André Breton (1896–1966) French writer

Quote from Deuxième Manifeste du Surréalisme, Andre Breton (Second Manifesto of Surrealism; 1930)
1920's

Bernhard Riemann photo
Herbert Hoover photo
Charles Dickens photo
Roberto Mangabeira Unger photo

“We can establish universally an education that recognizes in every child a tongue-tied prophet, and in the school the voice of the future, and that equips the mind to think beyond and against the established context of thought and of life as well as to move within it. We can develop a democratic politics that renders the structure of society open in fact to challenge and reconstruction, weakening the dependence of change on crisis and the power of the dead over the living. We can make the radical democratization of access to the resources and opportunities of production the touchstone of the institutional reorganization of the market economy, and prevent the market from remaining fastened to a single version of itself. We can create policies and arrangements favorable to the gradual supersession of economically dependent wage work as the predominant form of free labor, in favor of the combination of cooperation and self-employment. We can so arrange the relation between workers and machines that machines are used to save our time for the activities that we have not yet learned how to repeat and consequently to express in formulas. We can reshape the world political and economic order so that it ceases to make the global public goods of political security and economic openness depend upon submission to an enforced convergence to institutions and practices hostile to the experiments required to move, by many different paths, in such a direction.”
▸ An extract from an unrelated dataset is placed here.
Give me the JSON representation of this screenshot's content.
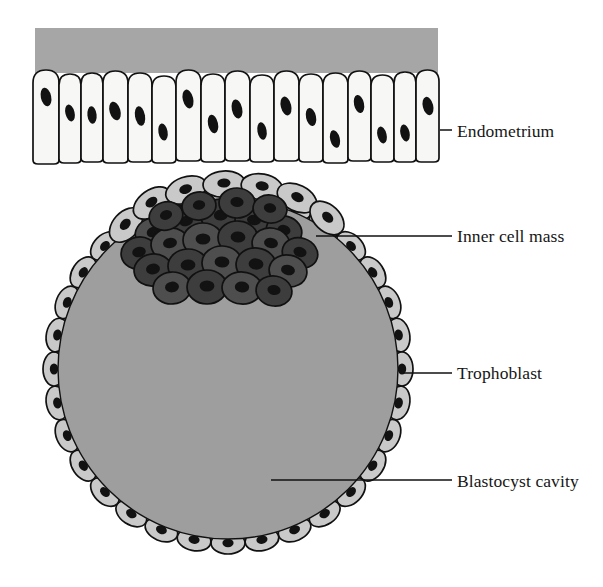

Source: The Religion of the Future (2014), p. 29

George W. Bush photo

“Well, you know, I think a lot of people are in this fight. I mean, they sacrifice peace of mind when they see the terrible images of violence on TV every night.”

George W. Bush (1946) 43rd President of the United States

NewsHour interview http://www.pbs.org/newshour/bb/white_house/jan-june07/bush_01-16.html with Jim Lehrer in response to the question “Why have you not asked more Americans to sacrifice something?” regarding the Iraq War (January 16, 2007)
2000s, 2007

Ronald Dworkin photo
Jules Michelet photo

“With the world began a war that will only end with the world, and not before: that of man against nature, mind against matter, freedom against fate. History is nothing but the story of this endless struggle.”

Jules Michelet (1798–1874) French historian

[Introduction à l'histoire universelle, Michelet, Jules, Hachette, 1843, 9]
Introduction to Universal History , 1831, 1831

Pierre-Simon Laplace photo
Shunryu Suzuki photo
André Maurois photo
Johann Wolfgang von Goethe photo

“I have found a paper of mine among some others in which I call architecture 'petrified music.' Really there is something in this; the tone of mind produced by architecture approaches the effect of music.”

Johann Wolfgang von Goethe (1749–1832) German writer, artist, and politician

Conversations with Eckermann (23 March 1829) - Often quoted as "Architecture is frozen music."